Two members of a University of Wisconsin field team are working at a site in Wyoming where fossils of a 230-million-year-old dinosaur have been found. (Photo by David Lovelace, University of Wisconsin)

Assembling a paleoenvironment

Work continues on the Popo-Agie Formation in Wyoming. Lovelace said they are looking for more fossils from Ahvaytum, but there are a variety of new animals from the Late Triassic waiting to be described and named.

“We are excavating some fantastic new sites that definitely contain new taxa,” he said. “I don’t know if we have more dinosaurs, but I wouldn’t be shocked if we found more.”

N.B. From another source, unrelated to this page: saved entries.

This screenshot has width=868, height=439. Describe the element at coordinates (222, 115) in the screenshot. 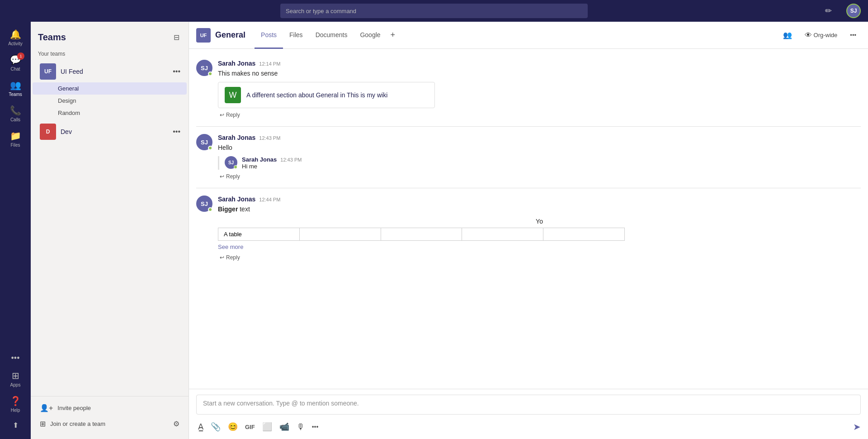

I see `reply-arrow-1: ↩` at that location.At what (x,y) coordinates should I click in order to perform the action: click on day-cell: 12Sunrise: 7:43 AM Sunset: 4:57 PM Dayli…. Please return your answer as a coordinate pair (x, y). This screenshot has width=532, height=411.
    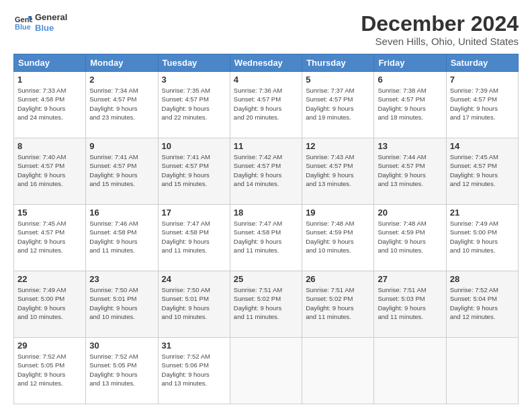
    Looking at the image, I should click on (339, 172).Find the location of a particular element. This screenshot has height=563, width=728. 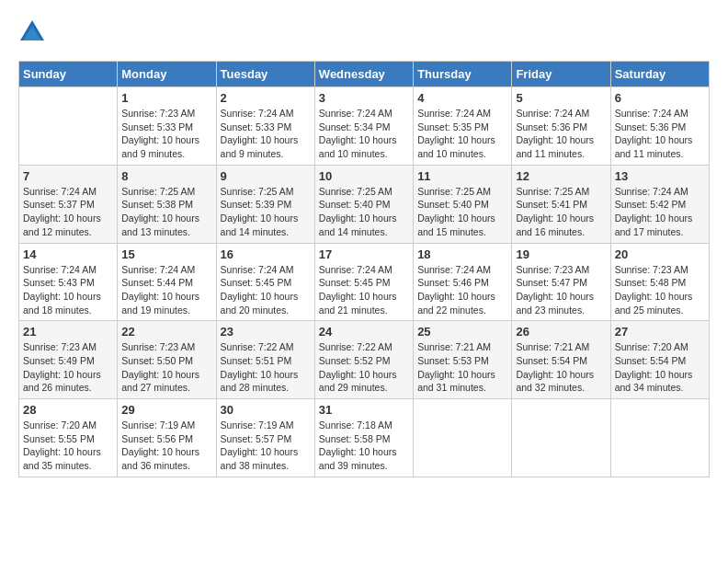

day-number: 13 is located at coordinates (660, 177).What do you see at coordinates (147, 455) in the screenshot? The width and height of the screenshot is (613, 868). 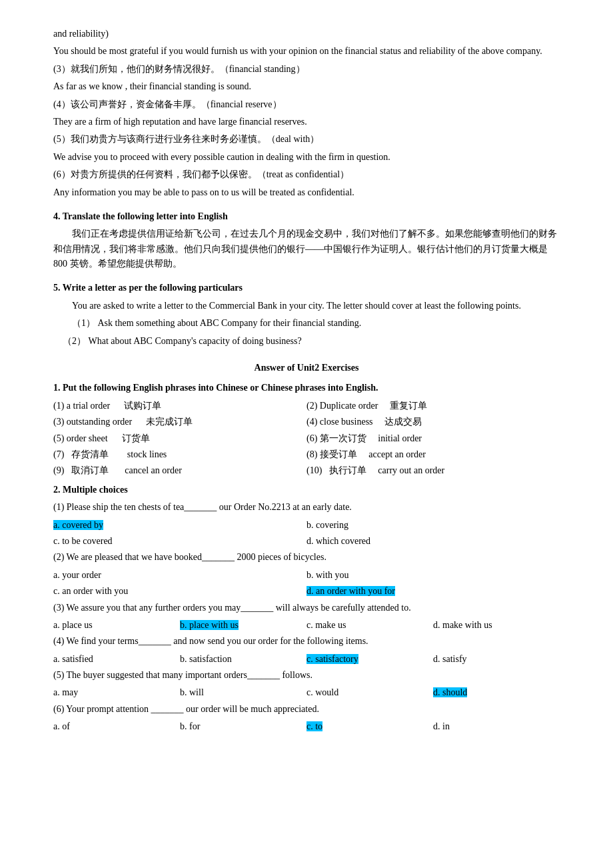 I see `vocab-left-cn-3: stock lines` at bounding box center [147, 455].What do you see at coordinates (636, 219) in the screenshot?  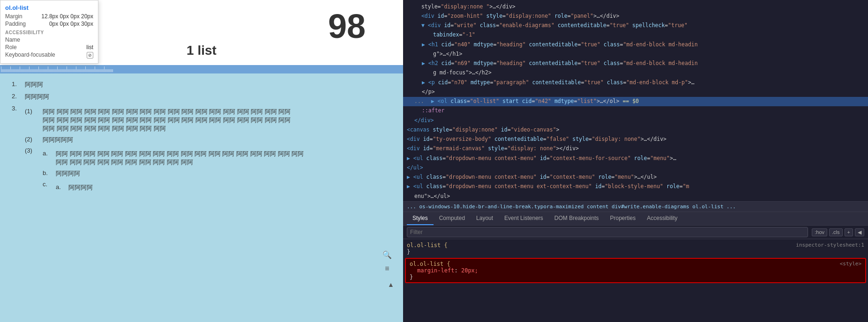 I see `devtools-tabs: Styles Computed Layout Event Listeners D…` at bounding box center [636, 219].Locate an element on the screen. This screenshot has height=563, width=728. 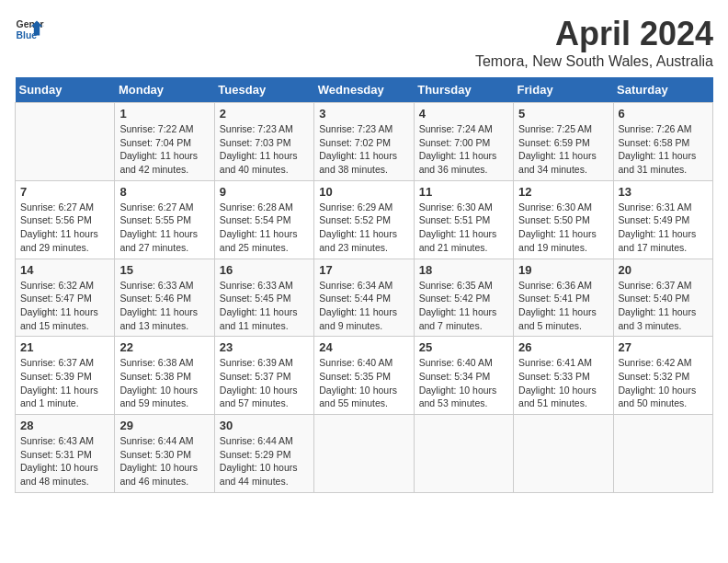
day-number: 14 is located at coordinates (64, 270).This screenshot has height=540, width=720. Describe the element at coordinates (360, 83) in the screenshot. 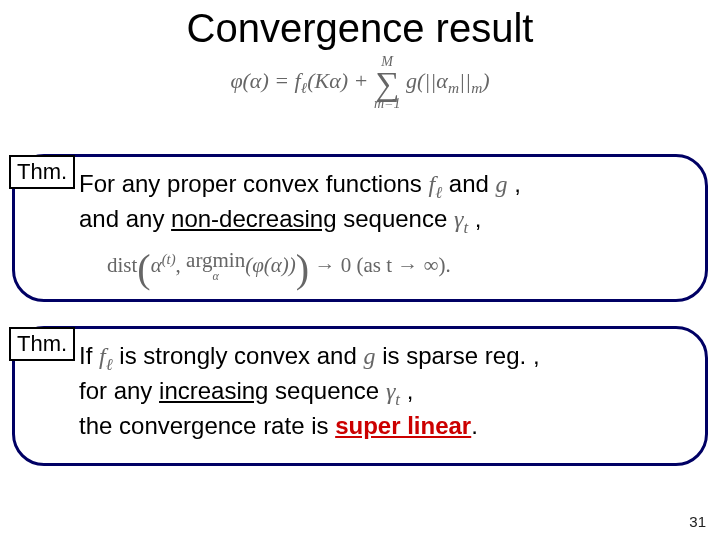

I see `objective-equation: φ(α) = fℓ(Kα) + M∑m=1 g(||αm||m)` at that location.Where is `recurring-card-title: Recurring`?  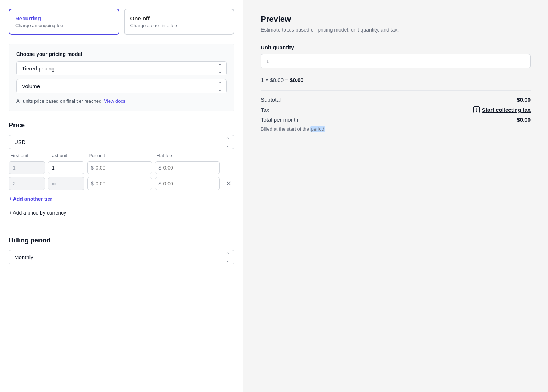 recurring-card-title: Recurring is located at coordinates (64, 18).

During the Late Triassic, the Popo-Agie Formation resembled the coastal plains of present-day Texas. Ahvaytum would have scurried through the undergrowth, dodging the jaws of much larger reptiles such as the 17-foot-long Heptasuchus, crocodile-like phytosaurs, and four-foot-long burrowing amphibians.

In addition to being largely overlooked, early paleontologists had a “collecting bias” in their work in the Popo-Agie Formation. Large fossils, which were easier to find, identify and excavate, took precedence over fragmentary specimens.

Lovelace and his team study every fossil they find as they slowly restore Wyoming to the way it was in the Late Triassic. In the same paper, the team described a previously unknown silesaur, another tiny reptile that is closely related but not entirely a dinosaur.

Ahvaytum shows how significant a tiny bone can be.

“It’s a pretty poor specimen, but it’s a dinosaur,” he said. “It’s less about this particular taxon and more about the fact that we have a dinosaur in this place and time that changed our view of dinosaur evolution.”

Andrew Rossi available at [email protected].